Home Bankers Go Bonkers Over Big Data’s Future

Bankers Go Bonkers Over Big Data’s Future

With quadrillions of dollars on the line, banks and financial institutions pay close attention to the emerging exaflood of available data about their customers and the world around them. Here at the O’Reilly Strata conference on big data, the panel on big data in the banking world was fascinating. It’s likely an indication of the way the rest of the world is likely to move in the near future – at least if you believe the predictions of the people on the panel.

Huge opaque markets are about to become transparent because of new regulations and that means a whole lot of new data available for analysis. Scalable processing of that data will require outsourcing, giving birth to new industries. Millions of people will need to be trained to deal with all this. Below, my notes from this fascinating panel discussion.

Can big data help banks avert the next financial crisis? Could regulation resulting from the last crisis yield newly available data that could become new mega-resources for innovation themselves? Those were among the topics discussed.

Big Data In Banking

Moderated by:
Abhishek Mehta (Tresata)

Panelists:
Roy E. Lowrance (New York University), Richie Prager (BlackRock), Allen Weinberg (McKinsey)

11:20am Wednesday, 09/21/2011

My notes…

Richie Prager: Dodd Frank Consumer Protection Act changes the OTC derivatives market. It was the domain of large financial institutions, measured in hundreds of billions of notional dollars.

Everything in that market that was opaque will now have to execute contracts with transparency, all the executions will get turned into data and all the risk is reported to regulators. What was very opaque will now be a transparent market, reams of new data available.

Allen Weinberg (McKinsey): All kinds of businesses will need to learn to work with this data, new providers will need to emerge to serve them. They have to get outside of silos, it will be a dramatic opening up. Banks won’t have enough capital to build it all themselves, it will have to be an open source model to build the infrastructure.

“We manage over $3 trillion and we believe in analytics so much that we’ve created a dedicated research staff. We actively use tools to understand everything from trading cost analytics to capacity of a certain trade, performance metrics for our traders. Now it’s about how you create Alpha opportunities to outperform based on that data.” – Richie Prager, BlackRock

Roy E. Lowrance (New York University):

Data mining projects can take all day to think of an idea, then days or months to run. We need to figure out how to process it efficiently, with a consistent load. The financial data that is becoming newly available will need some smoothing and story extraction – that’s something that will be outsources. Lots of outsourcing will happen.

Abhishek Mehta (Tresata): Do you think our industry will embrace mining of data outside our own walls?

Lawrence: As new data sets become available, everyone will need access to them, cost will become an issue – outsourced providers can scale and you can’t.

Prager: Data providers are already here and big, third-party data is already key. It’s a growing space.

Weinberg: New interesting companies include data cleansing, data management – and how do we get a single view of the customer? New names you haven’t heard of will become household names very quickly just because of the serious need for their services.

Weinberg: Most of the companies in banking grew through silos and thus haven’t had a good single view of customer. Even if you had the data in one place – how do we manage then to execute? If we had visibility and transparency into the exact credit on every distinct loan, if you can see the whole customer then it’s no longer a mystery and we can avoid the mistaken assumptions of the past.

Abhishek Mehta (Tresata) is moderating this conversation very well and is a model I should follow for moderating panels like this myself.

Prager: For institutional investors, we manage over $3 trillion and we believe in analytics so much that we’ve created a dedicated research staff. We actively use tools to understand everything from trading cost analytics to capacity of a certain trade, performance metrics for our traders. Now it’s about how you create Alpha opportunities to outperform based on that data.

Lowrance: You have to crunch the MBA stuff, figure out how to use advanced number crunchers, make use of them. Capital One had the very best analytics and they believed them. They executed based on that. That’s the hard part.

Weinberg: It’s well developed to see what the best data is, run it through intelligent analysis, though there is some concern about getting lost in the model. On the retail side, though, people are stuck to see where is the value? You still need to sell a single thing to a single customer. We need the ability to test quickly; small offers, tested quickly, then ramp up. We need to know what the total size of the pie is – then we’ll see the money start pouring in. You get sophisticated, expensive tools and a lot of people sign up but don’t use it a lot. First people will make a lot of money, then it will become commoditized, but we’re at the beginning of that curve.

Lowrance: Key training opportunity is with middle managers. You have to get them trained and aware of the possibilities.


> **YOUR TASK**
Gather every line of the entries that includes the word "sphere".

> **Records excerpted from a collection**
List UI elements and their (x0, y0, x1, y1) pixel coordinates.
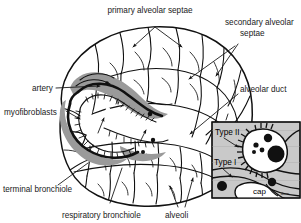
label-secondary-alveolar-septae-line2: septae (240, 29, 265, 38)
label-alveoli: alveoli (165, 211, 188, 220)
lamellar-body (252, 150, 256, 154)
lamellar-body (253, 142, 258, 147)
label-cap: cap (253, 187, 266, 196)
label-secondary-alveolar-septae-line1: secondary alveolar (225, 18, 294, 27)
label-alveolar-duct: alveolar duct (240, 85, 287, 94)
alveolar-diagram-figure: primary alveolar septae secondary alveol… (0, 0, 301, 223)
label-primary-alveolar-septae: primary alveolar septae (107, 6, 193, 15)
type-ii-nucleus (268, 146, 285, 163)
label-artery: artery (32, 84, 54, 93)
label-type-ii: Type II (215, 128, 240, 137)
endothelial-nucleus (268, 178, 276, 186)
lamellar-body (260, 148, 265, 153)
label-signature: dwm (281, 191, 290, 196)
label-respiratory-bronchiole: respiratory bronchiole (62, 211, 141, 220)
nucleus-dot (141, 150, 145, 154)
endothelial-nucleus (217, 181, 227, 191)
diagram-canvas: primary alveolar septae secondary alveol… (0, 0, 301, 223)
nucleus-dot (148, 112, 153, 117)
nucleus-dot (151, 138, 155, 142)
label-myofibroblasts: myofibroblasts (4, 108, 57, 117)
lamellar-body (264, 134, 272, 142)
label-type-i: Type I (214, 158, 236, 167)
label-terminal-bronchiole: terminal bronchiole (3, 185, 73, 194)
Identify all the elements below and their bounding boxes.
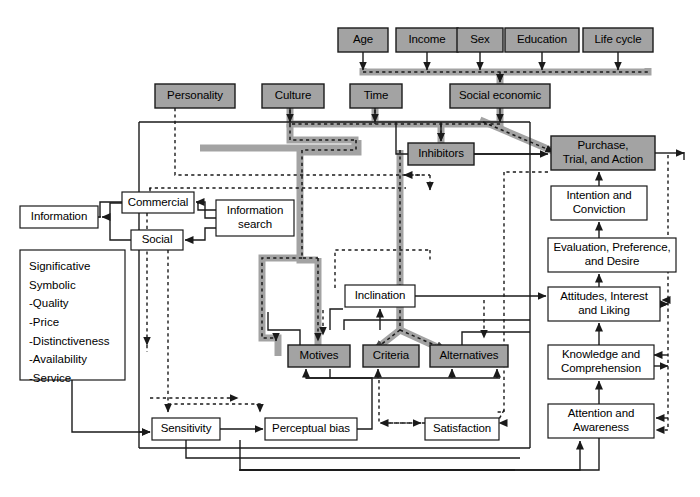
node-knowledge — [548, 345, 654, 379]
d-purchase-satisfaction — [497, 172, 504, 412]
hl-y-left — [372, 300, 400, 352]
hld-trunk-b — [302, 150, 318, 258]
e-alternatives-right — [462, 332, 530, 345]
e-comm-down — [110, 203, 122, 217]
node-intention — [551, 186, 647, 220]
diagram-canvas: AgeIncomeSexEducationLife cyclePersonali… — [0, 0, 700, 497]
node-alternatives — [430, 345, 508, 367]
node-information — [20, 206, 98, 228]
node-motives — [288, 345, 350, 367]
node-attention — [548, 404, 654, 438]
node-social — [131, 230, 183, 250]
node-culture — [262, 84, 324, 108]
hl-left-loop — [262, 258, 300, 356]
node-criteria — [363, 345, 419, 367]
node-attitudes — [548, 287, 660, 321]
diagram-svg — [0, 0, 700, 497]
node-income — [396, 28, 458, 52]
e-bottom-return-2 — [240, 440, 414, 470]
e-mid-bus — [344, 320, 530, 330]
node-purchase — [551, 136, 655, 170]
e-attention-bottom-return — [412, 438, 599, 470]
hl-trunk-b — [300, 150, 318, 260]
node-lifecycle — [583, 28, 653, 52]
e-sensitivity-bottom — [186, 440, 520, 458]
node-education — [505, 28, 579, 52]
e-bottom-to-attention — [239, 441, 580, 470]
node-significative — [20, 250, 125, 380]
e-motives-inclination — [330, 309, 343, 330]
e-infosearch-comm-a — [198, 202, 216, 210]
node-inhibitors — [408, 143, 474, 165]
node-commercial — [122, 192, 194, 213]
node-inclination — [345, 285, 415, 307]
node-infosearch — [216, 200, 294, 236]
node-age — [338, 28, 388, 52]
node-satisfaction — [425, 418, 499, 440]
d-to-perceptual — [168, 404, 260, 412]
node-sex — [457, 28, 503, 52]
hl-culture-route — [200, 124, 355, 148]
e-infosearch-social — [185, 228, 216, 240]
node-perceptual — [265, 418, 357, 440]
node-personality — [155, 84, 235, 108]
e-commercial-info-a — [100, 202, 122, 217]
node-sensitivity — [152, 418, 220, 440]
node-time — [350, 84, 402, 108]
node-evaluation — [548, 238, 676, 272]
d-criteria-satisfaction — [379, 380, 421, 423]
node-socialecon — [450, 84, 550, 108]
d-upper-inclination — [335, 250, 430, 288]
e-social-up — [110, 217, 131, 240]
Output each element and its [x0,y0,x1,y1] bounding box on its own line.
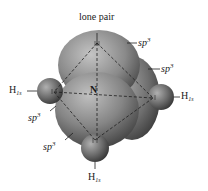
lone-pair-label: lone pair [79,12,114,22]
ammonia-orbital-diagram [0,0,208,191]
sp3-label-left-upper: sp3 [28,112,40,123]
sp3-label-right: sp3 [161,63,173,74]
hydrogen-label-bottom: H1s [88,172,101,183]
hydrogen-sphere-bottom [81,134,109,162]
hydrogen-label-left: H1s [9,85,22,96]
hydrogen-sphere-left [37,78,63,104]
nitrogen-label: N [90,85,97,95]
hydrogen-label-right: H1s [181,91,194,102]
sp3-label-top-right: sp3 [138,37,150,48]
sp3-label-left-lower: sp3 [43,141,55,152]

> **SOLUTION TO THIS PROBLEM**
hydrogen-sphere-bottom [81,134,109,162]
hydrogen-sphere-left [37,78,63,104]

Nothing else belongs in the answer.